The rest of the place was beautiful.
There were great halls of cheese, some stretching off into other halls that you couldn't get to because they're just too high, leading off into strange places.
There was stone-age graffiti; the shape of a mammal carved into the cheese, evidence of ancient life, ancient human life. Might have been the bloke to whom the skeleton belonged to, you never know.
Then there were stalagmites and stalactites, growing a few millimetres per thousands of years, reaching to touch each other. My mum had visited this gorge when she was younger, apparently one of the stalagmites was mere centimetres away from one of the stalactites. And we came only to find said stalagmite/tite/the-one-that-goes-down-from-the-top had been cut off, needlessly vandalised by vandals who never amounted to anything because no-one remembers they're names, the pathetic sods (unless they were foreign and that's how you pronounced one of them). This did happen in the seventies mind, so they've probably grown out of cutting things. One can hope.
After that, we visited the cheese museum, which was mind blowing, because everything there was made out of cheese too.
Well it wasn't, but everything in the above paragraphs is true if you stop imagining cheese and start imagining rock of brilliant golden beige that seems to gush out of every high opening like water from Niagara Falls, still and rock solid as if frozen.
I think my mum did have pictures, but I don't know where they've gone.
Another thing we did was go swimming, after buying shorts and goggles from 'Clarkes Village' and getting changed at the pools 'Changing Village'.
My mum didn't name either of those:
Clarkes Village is like a shopping centre, but it's where all the companies sell products that are deemed not to have a viable market, so they send them there, because it's Somerset and Somerset is full of mad people, so it's fine. Apparently people from all over the country flock here just for the few rare products you can get. I don't know what rare products. Glow in the dark... oh I don't ruddy know. Glow-in-the-dark plimsolls? It's fucking Clarkes.

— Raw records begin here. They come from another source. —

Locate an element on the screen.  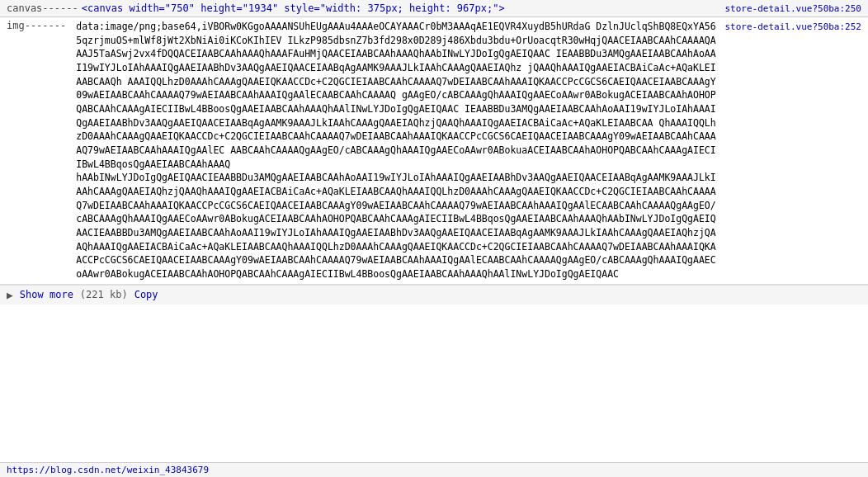
copy-button: Copy is located at coordinates (147, 295).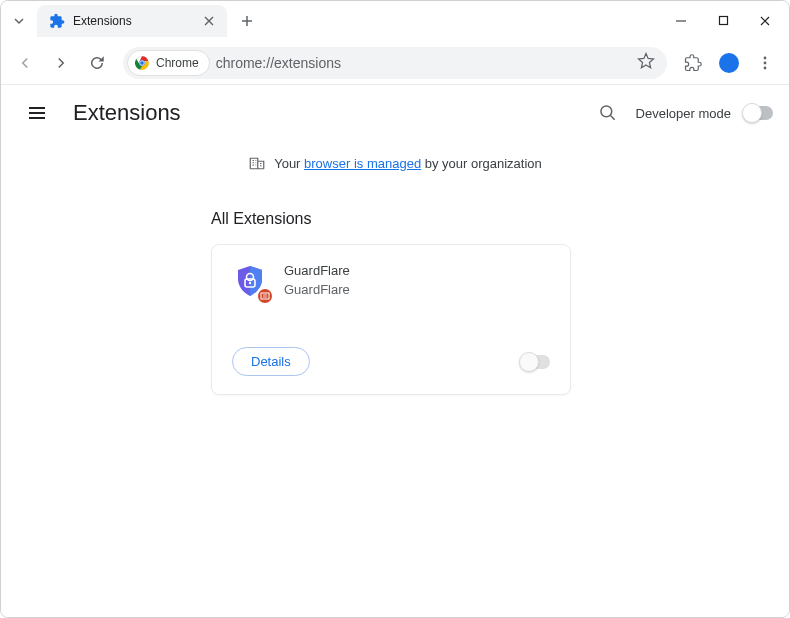 Image resolution: width=790 pixels, height=618 pixels. I want to click on tab-title: Extensions, so click(133, 21).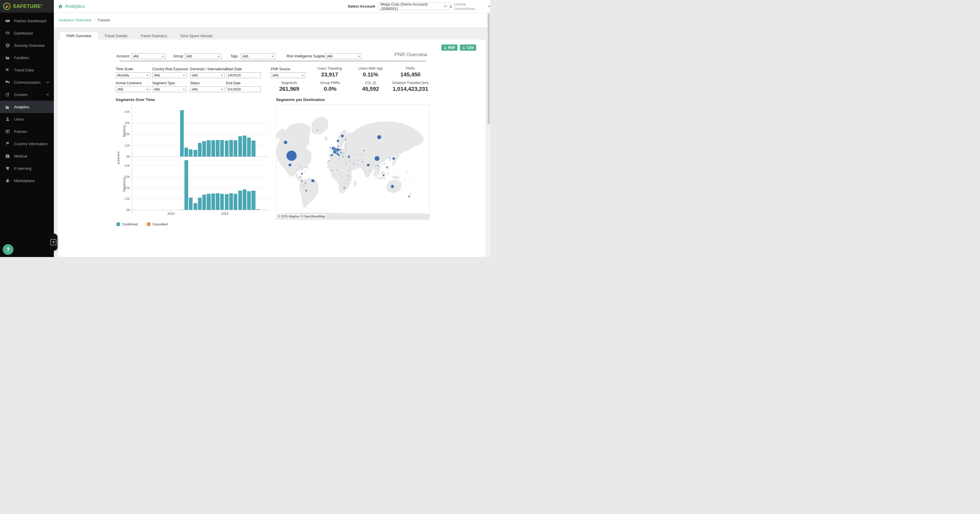 The width and height of the screenshot is (980, 514). Describe the element at coordinates (258, 56) in the screenshot. I see `tags-filter-select: (All)▼` at that location.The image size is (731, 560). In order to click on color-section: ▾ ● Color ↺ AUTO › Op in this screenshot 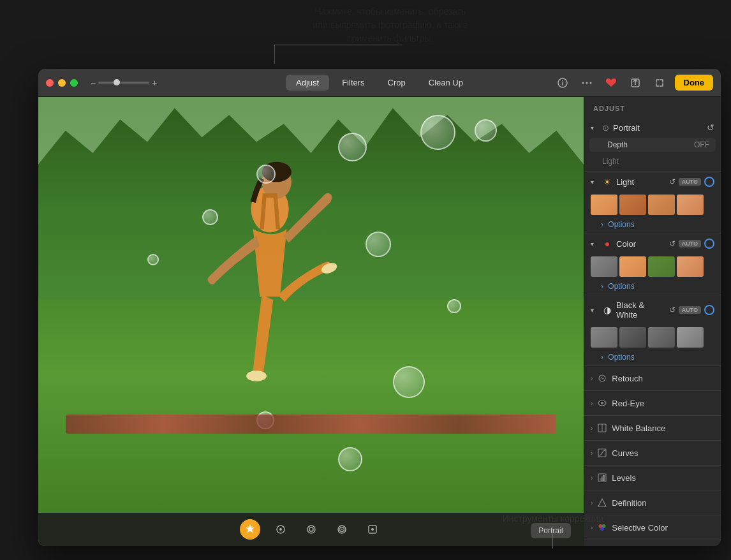, I will do `click(653, 264)`. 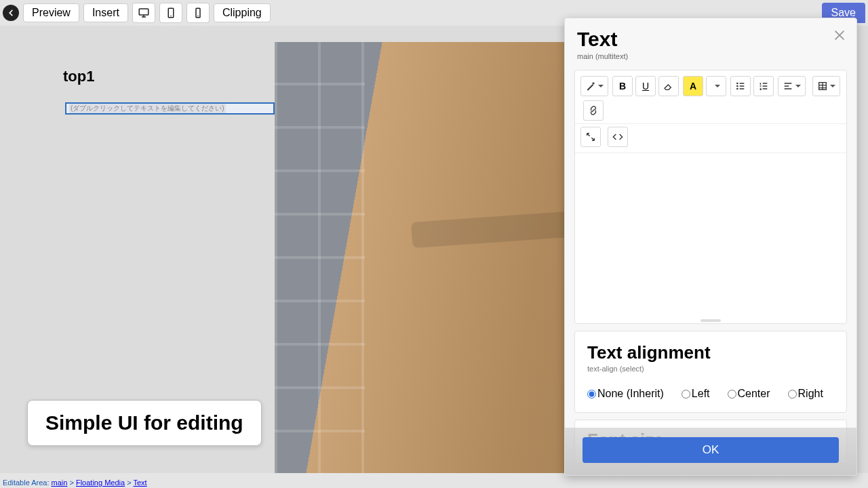 I want to click on text-color-dropdown, so click(x=716, y=86).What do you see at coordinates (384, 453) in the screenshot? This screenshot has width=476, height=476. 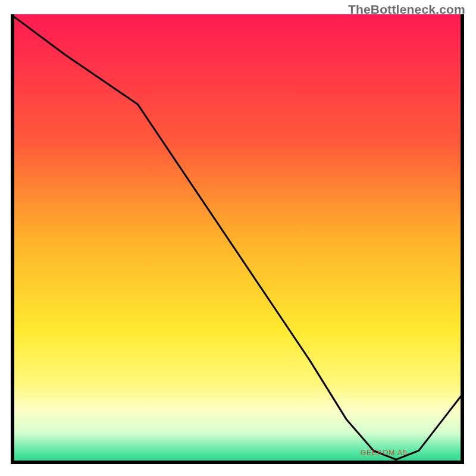 I see `optimal-label: GEEKOM A5` at bounding box center [384, 453].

The Changing Village of Wells' Leisure Pool is not a village going through constant technological and economical advances, neither is it half as dangerous or strange as it sounds. It's just a bunch of unisex changing cubicles, set into a labyrinth beside the pool. It's not even all that unisex; there are still separate toilets.

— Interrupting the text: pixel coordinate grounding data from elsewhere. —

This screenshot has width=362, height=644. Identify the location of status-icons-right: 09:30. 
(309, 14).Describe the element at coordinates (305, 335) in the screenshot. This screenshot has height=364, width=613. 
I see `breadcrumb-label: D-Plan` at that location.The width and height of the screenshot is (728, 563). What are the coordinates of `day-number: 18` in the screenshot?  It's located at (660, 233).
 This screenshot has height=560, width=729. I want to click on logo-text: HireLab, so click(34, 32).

The pool itself is awesome. It describes itself as a leisure pool, and as such it doesn't have a serious deep end, more of a slight incline, which leads to a kids section (read: paddling pool) at one end. On the other end, there's a couple of jacuzzi areas, which are awesome, and, get this, a goddamn current, which picks you up gently, carries you out of the main pool section, into a sort of pool corridor (I guess that would be a river, really) that curves round and deposits you back into the pool, right next to where the current is, so you can unwittingly step into it and have the most fucking fun you've ever had in your life. Then they switch it off at four so all the kids'll get out and piss off and let the adults have some nice relaxing leisure time.
The pool is awesome.
What isn't awesome is how my ear canals somehow mistake pool water for the ear equivalent of fucking SARS and goes into quarantine, shutting down all systems by clogging them with earwax, all systems including not-being-deaf. Luckily, my mum's a teacher for the deaf, so I think I'm sorted in that department.
Oh yeah, my dad had a birthday the other day. I brought him a book by Stephen Fry and a book by Hugh Laurie. Happy birthday dad!